There are few things in baseball as elegant and exciting as a pitcher’s duel. Instead of battling with the foppy epee or inelegant pistol, though, duels in baseball are settled in only one manner: endurance, focus, and sustained excellence. Who will be the first person to blink? So much rides on each pitch; the tension grows with each out recorded.
Monday night’s game between the Tampa Bay Rays and Detroit Tigers was exactly that: a pitcher’s duel. It was a somewhat unexpected development, as both starters Alex Cobb and Phil Coke are young hurlers that are still getting their feet under them, but there’s no arguing with the results. Cobb and Coke dueled back and forth for the first six innings of play, with only Cobb showing a small chink in his armor.

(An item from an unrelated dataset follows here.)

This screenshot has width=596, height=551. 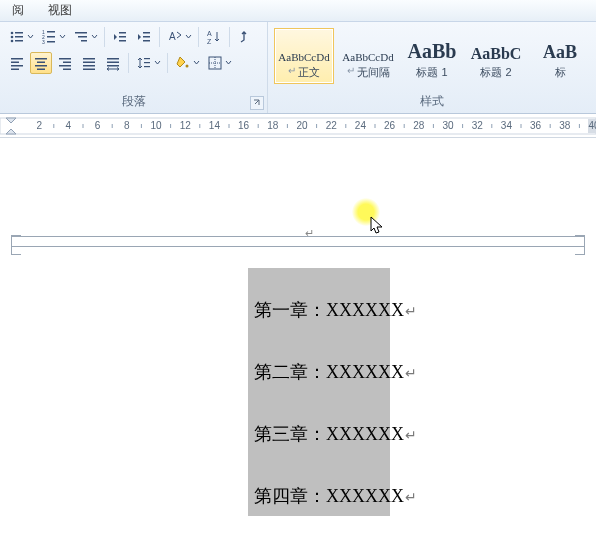 What do you see at coordinates (361, 126) in the screenshot?
I see `svg-text: 24` at bounding box center [361, 126].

Cobb allowed 8 hits and walked 2, which meant he had a few jams to escape out of, but he also struck out 7 betters, a new high for him in the majors. He showed real poise on the mound, and Joe Maddon praised him after the game, saying his changeup was “extraordinary” and he’s a pitcher cut from the same emotional-cloth as Jeremy Hellickson. But as the game crept into the late innings, the Tigers had a narrow one-run lead thanks to an RBI single from Victor Martinez in the fourth inning.
The Tigers got into trouble in the seventh inning, though, as Justin Ruggiano led off the inning with a single and B.J. Upton reached base on an error. With runners at second and third and one out, the Tigers walked Matt Joyce, bringing Casey Kotchman to the plate with a chance to break the game open for the Rays. Kotchman hit a flyball to rightfield, Ruggiano tagged at third base, and Magglio Ordonez’s throw to the plate was right on line; it looked like it was going to be a close play at the plate.

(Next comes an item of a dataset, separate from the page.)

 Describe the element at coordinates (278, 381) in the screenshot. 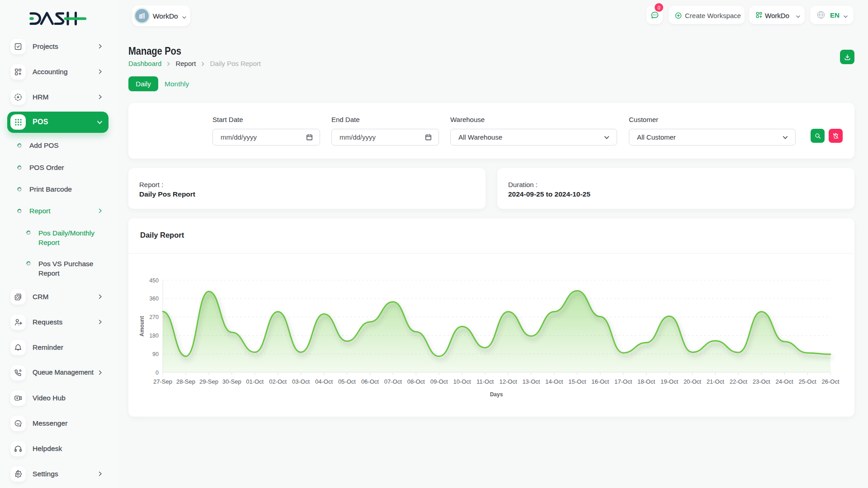

I see `svg-text: 02-Oct` at that location.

Ruggiano made an awkward slide, missing homeplate at first as he slid to avoid Avila’s tag, but he clearly got his foot back in there and touched home plate before being tagged. While home plate umpire John Tumpane initially called Ruggiano out, Joe Maddon challenged the play and the call was overruled as the video replays were clearly indisputable. The Rays later scored the go-ahead run in the eighth inning on a sacrifice fly by Ruggiano, making him the Rays’ MVP for the game.
“Tonight’s one of those days I’m really glad we have instant replay in the game finally,” said Tumpane after the game, “I’d absolutely hate to have taken any attention away from the great action on the field tonight with a bad call — those pitchers deserved to have their performances talked about, not me. Instant replay has helped me do my job better, and for that, I’m thankful.”

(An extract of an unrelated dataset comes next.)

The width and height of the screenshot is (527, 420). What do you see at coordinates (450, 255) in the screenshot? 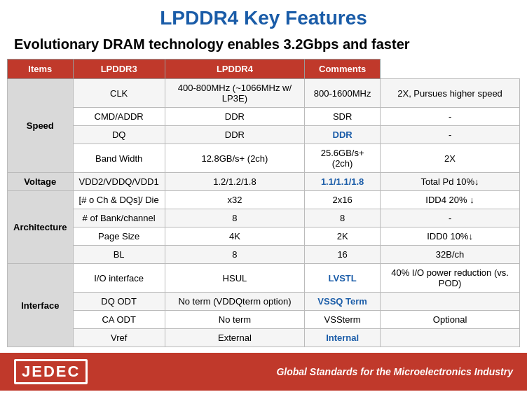
I see `comments-cell: 32B/ch` at bounding box center [450, 255].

Rays’ manager Joe Maddon also chimed in after the game, saying, “Having that pay overturned for us in the seventh — you simply can’t understate how important that is. We’re fighting for every win we can get here in the AL East, and we’re going to have our work cut out for us against the Red Sox tomorrow, so every win is especially important to us. You never know how close things may be at the end of the year, and you don’t want division races being decided by missed calls. You just don’t.”
As if to drive the point home, Maddon pointed to tonight’s AL East standings, noting that the Rays currently stand only 3.5 games behind the Red Sox and only one game behind the second-place Yankees. Without that call being overturned, the Rays would instead have been 4.5 games behind the Sox and two games behind the Yankees — quite the difference, even though it’s so early in the season.
“This is one of the best things about instant replay: it adds legitimacy to every game,” said Maddon, “If we were still in the pre-replay days and the umps hadn’t overturned that call, how would you expect fans to feel? They would have invested multiple hours of their evening in watching this game, but then final result would have turned out to be a sham. That’s not good for the teams involved, it’s not good for the fans, and it’s not good for baseball.”
Thank you a thousand times, MLB — you sure got this one right.
NOTE: This was written with my tongue firmly planted in my cheek, in case you missed that. The Rays lost the game 2-1, as Ruggiano was called out on the play and the Rays let the Tigers score in the bottom of the 10th inning. Frustrating, to say the least.